Profile of a Virginia Graduate: College & Career Ready

The journey to answering the question “What do you want to be when you grow up?” is no longer as straightforward as it may have been in years past.  Rapid and ever-evolving technological advances change the landscape of the educational and workplace environments at a dizzying pace.

Millions of American children are not engaged, attaining, or thriving in secondary educational institutions.  Regardless of how one discretely defines these attributes, holistically speaking, adolescents of today are largely unprepared for adulthood.  Specifically, these adolescents are not ready, upon graduation, to attend any institution of higher learning or secure meaningful employment. In short, they are not College and Career Ready.

Preparing youth for today’s competitive environment falls mainly at the feet of the secondary educational system(1). However, with an overwhelming 44.8% of high school juniors and seniors not feeling positive about their college and career readiness (2) it is clear that secondary educational institutions need to take steps, in tandem with parents, to help them prepare. Generally, college and career readiness can be defined as the:

level of preparation a student needs in order to enroll and succeed, without remediation, in a credit-bearing course at a postsecondary institution that offers a baccalaureate degree or transfer to a baccalaureate program, or in a high-quality certificate program that enables students to enter a career pathway with potential future advancement” (3).

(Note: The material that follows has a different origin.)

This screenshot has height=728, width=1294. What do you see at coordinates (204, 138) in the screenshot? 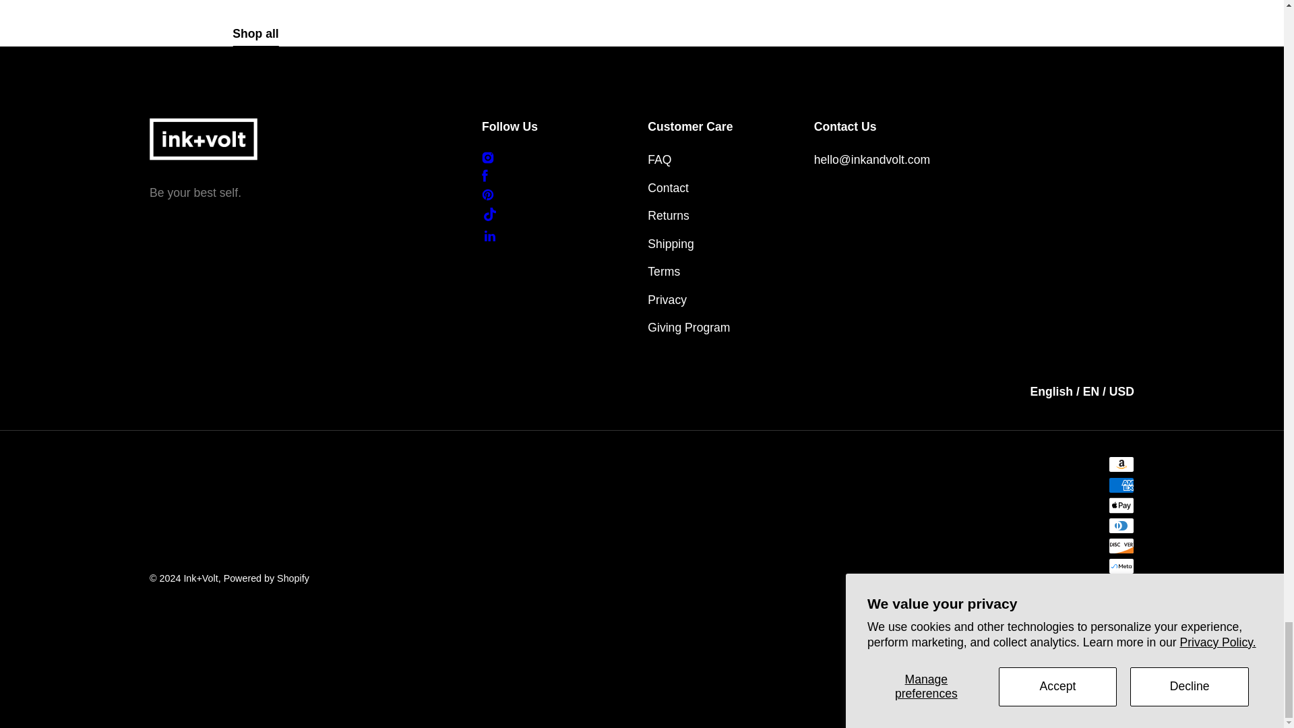
I see `Ink and Volt Logo` at bounding box center [204, 138].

Read this definition to any person on the street and ask if they think the youth of today meet these criteria, and, from the research, the answer would likely be “no.” That chance increases as you ask parents, teachers, college professors, and employers.

Since successful participation in the college classroom and workforce requires both formal education and hands-on experience to be college-ready, it necessitates that the secondary educational system is responsible for best preparing the students while they are still in school. Virginia schools are ready for this challenge, through various programs such as internships, externships, and Career and Technical Education (CTE) programs as well as the integration of career exploration as part of the foundational curriculum.

Career exploration is longer be thought of as an elective to be taken as a “time filler” on the student’s schedule.  Virginia is creating a meaningful and streamlined progression for career exploration, not a course that provides a list and says “go learn about this on your own.” Virginia also utilizes the Advance CTE: State Leaders Connecting Learning to Work! a program which offers courses under the 16 different career clusters with 70 different career pathway(4).  

By incorporating both college and career education training in hard and soft skills, Virginia’s Profile of a Graduate marches in lock-step with the goals of colleges and employers alike, preparing Virginia graduates for success in the 21st century.